I have a model that simulates a community of 8 agents in pairs. I want to create a list of 7 consecutive lists in such a way that all agents are paired with all agents. Something like this, for example:
[[(1, 2), (3, 4), (5, 6), (7, 8)],
[(1, 3), (2, 4), (5, 7), (6, 8)],
[(1, 4), (2, 3), (5, 8), (6, 7)],
[(1, 5), (2, 6), (3, 7), (4, 8)],
[(1, 6), (3, 8), (5, 2), (7, 4)],
[(1, 7), (2, 8), (3, 5), (4, 6)],
[(1, 8), (3, 6), (5, 4), (7, 2)]]
I've created a function that generates the 7 lists, but I still need to incorporate no repetition to ensure that each agent is paired with each agent only once.
import random
agents = [1,2,3,4,5,6,7,8]
def group(agents):
pairs = []
for round in range(7):
random.shuffle(agents)
gen = zip(*[iter(agents)]*2)
pairs.append(gen)
return pairs
print (group(agents))
The first thing that occurred to me was to keep in a set all the pairs that were formed in each "gene", and reject the "gene" that had intersections with that set. In this way a new "gene" is only added to the list
pairs
if it does not intersect with the set of previously generated pairs.In order for the pair
(3,2)
to be considered equal to(2,3)
, it is sorted before entering it into the set of pairs already seen, and thus both are converted to the "same" element(2,3)

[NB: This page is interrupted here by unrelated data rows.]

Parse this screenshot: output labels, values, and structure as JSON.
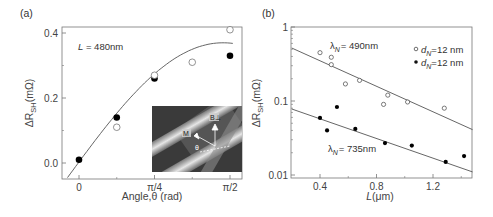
{
  "chart_data": [
    {
      "panel": "(a)",
      "type": "scatter",
      "title": "",
      "xlabel": "Angle,θ (rad)",
      "ylabel": "ΔR_SH(mΩ)",
      "ylabel_main": "ΔR",
      "ylabel_sub": "SH",
      "ylabel_unit": "(mΩ)",
      "xlim": [
        -0.15,
        1.75
      ],
      "ylim": [
        -0.05,
        0.42
      ],
      "x_ticks": [
        {
          "value": 0,
          "label": "0"
        },
        {
          "value": 0.7854,
          "label": "π/4"
        },
        {
          "value": 1.5708,
          "label": "π/2"
        }
      ],
      "y_ticks": [
        {
          "value": 0.0,
          "label": "0.0"
        },
        {
          "value": 0.2,
          "label": "0.2"
        },
        {
          "value": 0.4,
          "label": "0.4"
        }
      ],
      "annotation": "L = 480nm",
      "annotation_italic": "L",
      "annotation_rest": " = 480nm",
      "grid": false,
      "series": [
        {
          "name": "filled",
          "marker": "filled-circle",
          "x": [
            0,
            0.3927,
            0.7854,
            1.5708
          ],
          "y": [
            0.01,
            0.14,
            0.26,
            0.33
          ]
        },
        {
          "name": "open",
          "marker": "open-circle",
          "x": [
            0.3927,
            0.7854,
            1.1781,
            1.5708
          ],
          "y": [
            0.11,
            0.27,
            0.31,
            0.41
          ]
        },
        {
          "name": "fit",
          "marker": "line",
          "description": "sin-like fit curve rising from ~-0.05 at x=-0.1 to ~0.37 at π/2"
        }
      ],
      "inset": {
        "description": "grayscale SEM micrograph of crossing nanowires with vector annotations",
        "labels": [
          "B⊥",
          "M",
          "θ"
        ]
      }
    },
    {
      "panel": "(b)",
      "type": "scatter",
      "title": "",
      "xlabel": "L(μm)",
      "xlabel_italic": "L",
      "xlabel_rest": "(μm)",
      "ylabel": "ΔR_SH(mΩ)",
      "ylabel_main": "ΔR",
      "ylabel_sub": "SH",
      "ylabel_unit": "(mΩ)",
      "yscale": "log",
      "xlim": [
        0.2,
        1.48
      ],
      "ylim": [
        0.01,
        1
      ],
      "x_ticks": [
        {
          "value": 0.4,
          "label": "0.4"
        },
        {
          "value": 0.8,
          "label": "0.8"
        },
        {
          "value": 1.2,
          "label": "1.2"
        }
      ],
      "y_ticks": [
        {
          "value": 0.01,
          "label": "0.01"
        },
        {
          "value": 0.1,
          "label": "0.1"
        },
        {
          "value": 1,
          "label": "1"
        }
      ],
      "grid": false,
      "legend": {
        "position": "upper right",
        "entries": [
          {
            "marker": "open-circle",
            "label": "d_N=12 nm",
            "sym": "d",
            "sub": "N",
            "rest": "=12 nm"
          },
          {
            "marker": "filled-circle",
            "label": "d_N=12 nm",
            "sym": "d",
            "sub": "N",
            "rest": "=12 nm"
          }
        ]
      },
      "annotations": [
        {
          "text": "λ_N = 490nm",
          "sym": "λ",
          "sub": "N",
          "rest": "= 490nm"
        },
        {
          "text": "λ_N = 735nm",
          "sym": "λ",
          "sub": "N",
          "rest": "= 735nm"
        }
      ],
      "series": [
        {
          "name": "open (λN=490nm)",
          "marker": "open-circle",
          "x": [
            0.4,
            0.48,
            0.48,
            0.58,
            0.68,
            0.85,
            0.88,
            1.02,
            1.28
          ],
          "y": [
            0.45,
            0.39,
            0.31,
            0.17,
            0.19,
            0.09,
            0.12,
            0.097,
            0.08
          ]
        },
        {
          "name": "filled (λN=735nm)",
          "marker": "filled-circle",
          "x": [
            0.4,
            0.45,
            0.52,
            0.65,
            0.86,
            1.05,
            1.29,
            1.42
          ],
          "y": [
            0.059,
            0.04,
            0.083,
            0.042,
            0.027,
            0.025,
            0.015,
            0.018
          ]
        },
        {
          "name": "fit 490nm",
          "marker": "line",
          "x": [
            0.2,
            1.48
          ],
          "y": [
            0.52,
            0.041
          ]
        },
        {
          "name": "fit 735nm",
          "marker": "line",
          "x": [
            0.2,
            1.48
          ],
          "y": [
            0.078,
            0.011
          ]
        }
      ]
    }
  ]
}
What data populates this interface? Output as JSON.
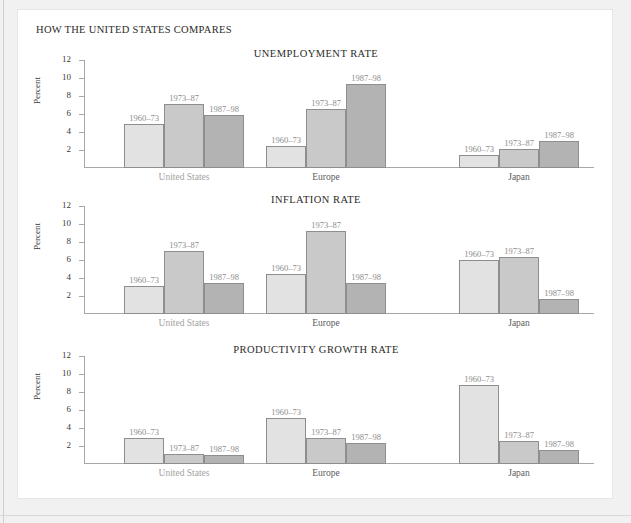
{
  "panel": {
    "header": "HOW THE UNITED STATES COMPARES"
  },
  "axis": {
    "ylabel": "Percent",
    "ticks": [
      "12",
      "10",
      "8",
      "6",
      "4",
      "2"
    ]
  },
  "groups": [
    {
      "key": "us",
      "label": "United States"
    },
    {
      "key": "eu",
      "label": "Europe"
    },
    {
      "key": "jp",
      "label": "Japan"
    }
  ],
  "series": [
    "1960–73",
    "1973–87",
    "1987–98"
  ],
  "colors": {
    "series_1": "#e2e2e2",
    "series_2": "#c9c9c9",
    "series_3": "#b3b3b3",
    "bar_border": "#8e8e8e",
    "axis": "#a8a8a8",
    "panel_bg": "#ffffff",
    "page_bg": "#f1f1f1",
    "title_text": "#2c2a28",
    "bar_label_text": "#8d8d8d"
  },
  "chart_data": [
    {
      "type": "bar",
      "title": "UNEMPLOYMENT RATE",
      "xlabel": "",
      "ylabel": "Percent",
      "ylim": [
        0,
        12
      ],
      "yticks": [
        2,
        4,
        6,
        8,
        10,
        12
      ],
      "grid": false,
      "legend": "none (period labels above bars)",
      "categories": [
        "United States",
        "Europe",
        "Japan"
      ],
      "series": [
        {
          "name": "1960–73",
          "values": [
            4.9,
            2.4,
            1.4
          ]
        },
        {
          "name": "1973–87",
          "values": [
            7.1,
            6.6,
            2.1
          ]
        },
        {
          "name": "1987–98",
          "values": [
            5.9,
            9.3,
            3.0
          ]
        }
      ]
    },
    {
      "type": "bar",
      "title": "INFLATION RATE",
      "xlabel": "",
      "ylabel": "Percent",
      "ylim": [
        0,
        12
      ],
      "yticks": [
        2,
        4,
        6,
        8,
        10,
        12
      ],
      "grid": false,
      "legend": "none (period labels above bars)",
      "categories": [
        "United States",
        "Europe",
        "Japan"
      ],
      "series": [
        {
          "name": "1960–73",
          "values": [
            3.1,
            4.5,
            6.0
          ]
        },
        {
          "name": "1973–87",
          "values": [
            7.0,
            9.2,
            6.3
          ]
        },
        {
          "name": "1987–98",
          "values": [
            3.5,
            3.5,
            1.7
          ]
        }
      ]
    },
    {
      "type": "bar",
      "title": "PRODUCTIVITY GROWTH RATE",
      "xlabel": "",
      "ylabel": "Percent",
      "ylim": [
        0,
        12
      ],
      "yticks": [
        2,
        4,
        6,
        8,
        10,
        12
      ],
      "grid": false,
      "legend": "none (period labels above bars)",
      "categories": [
        "United States",
        "Europe",
        "Japan"
      ],
      "series": [
        {
          "name": "1960–73",
          "values": [
            2.9,
            5.1,
            8.8
          ]
        },
        {
          "name": "1973–87",
          "values": [
            1.1,
            2.9,
            2.6
          ]
        },
        {
          "name": "1987–98",
          "values": [
            1.0,
            2.3,
            1.6
          ]
        }
      ]
    }
  ]
}
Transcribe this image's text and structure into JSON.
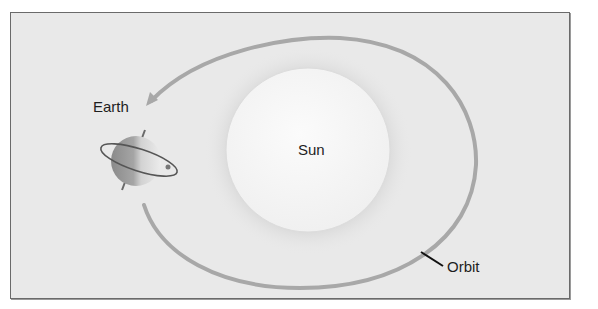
{
  "diagram": {
    "labels": {
      "earth": "Earth",
      "sun": "Sun",
      "orbit": "Orbit"
    },
    "colors": {
      "background": "#e9e9e9",
      "frame_border": "#6a6a6a",
      "orbit": "#a8a8a8",
      "sun": "#f6f6f6",
      "earth_light": "#d8d8d8",
      "earth_dark": "#7a7a7a",
      "leader_line": "#111111"
    }
  }
}
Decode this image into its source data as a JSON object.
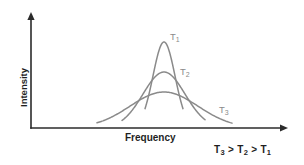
{
  "chart_data": {
    "type": "line",
    "title": "",
    "xlabel": "Frequency",
    "ylabel": "Intensity",
    "grid": false,
    "legend": "inline-curve-labels",
    "axis_style": "arrow-ended L-shaped axes, no tick marks, no numeric scale",
    "annotation": "T3 > T2 > T1",
    "annotation_parts": {
      "t3": "T",
      "t3_sub": "3",
      "op1": " > ",
      "t2": "T",
      "t2_sub": "2",
      "op2": " > ",
      "t1": "T",
      "t1_sub": "1"
    },
    "curve_color": "#8a8a8a",
    "axis_color": "#2b2b2b",
    "background_color": "#ffffff",
    "shared_peak_x": 164,
    "baseline_y": 128,
    "series": [
      {
        "name": "T1",
        "label_text": "T",
        "label_sub": "1",
        "label_x": 170,
        "label_y": 32,
        "peak_y": 42,
        "peak_height": 86,
        "half_width": 11,
        "base_left_x": 145,
        "base_right_x": 183,
        "relative_peak_intensity": 1.0,
        "relative_width": 0.28
      },
      {
        "name": "T2",
        "label_text": "T",
        "label_sub": "2",
        "label_x": 180,
        "label_y": 67,
        "peak_y": 72,
        "peak_height": 56,
        "half_width": 21,
        "base_left_x": 122,
        "base_right_x": 205,
        "relative_peak_intensity": 0.65,
        "relative_width": 0.6
      },
      {
        "name": "T3",
        "label_text": "T",
        "label_sub": "3",
        "label_x": 219,
        "label_y": 105,
        "peak_y": 92,
        "peak_height": 36,
        "half_width": 34,
        "base_left_x": 97,
        "base_right_x": 232,
        "relative_peak_intensity": 0.42,
        "relative_width": 1.0
      }
    ],
    "axes_geometry": {
      "origin_x": 31,
      "origin_y": 128,
      "y_axis_top": 14,
      "x_axis_right": 287
    }
  }
}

.This function implements that idea:
Example of output produced:
Although the method produces correct results, in practice it is quite inefficient since, as cases are added to the result, it is increasingly difficult to find new cases that do not have intersections with the pairs already generated. By slightly modifying the above code you can count how many "failed attempts" you have to make before finding 7 that work. I get about 300 failed attempts to get 7 successful.
However, that shouldn't take too long, and although it finishes in two hundredths of a second on my computer, for some unknown reason the same code executed in Collaboratory never finishes (I've left it for several minutes).
Another alternative
This alternative may be more inefficient, but at least it has a deterministic execution time, since it does not depend on random collisions.
It is a matter of generating all the possible "genes" in advance, and then taking 7 of them at random.
I generate these "gen" by using all the permutations of the agents (with
itertools.permutations
), and then converting each permutation into an ordered tuple of ordered tuples. Thus, two apparently different permutations such as12345678
and78124365
, once each pair is ordered and these within the gene, both give rise to the same tuple:((1,2), (3,4), (5,6), (7,8))
. I put these tuples into a set and in this way I make sure that each one that is "unique" appears only once.Finally I convert the resulting set to a list, to make it a
shuffle()
and take 7 elements.This is the code:
On my machine this one takes considerably longer than the first one (about three tenths of a second, which isn't much, but it's an order of magnitude). But in Colaboratory it also ends quickly. The execution time is more deterministic.
And the advantage is that it scales much better if instead of 7 rows we want, for example, 20. Since we already have all the cases pre-generated (and I have counted that they are 105), it is the same for us to extract 7 than 70. In the first algorithm on the other hand, the more rows we want, the longer it will take because more collisions will occur as we generate cases.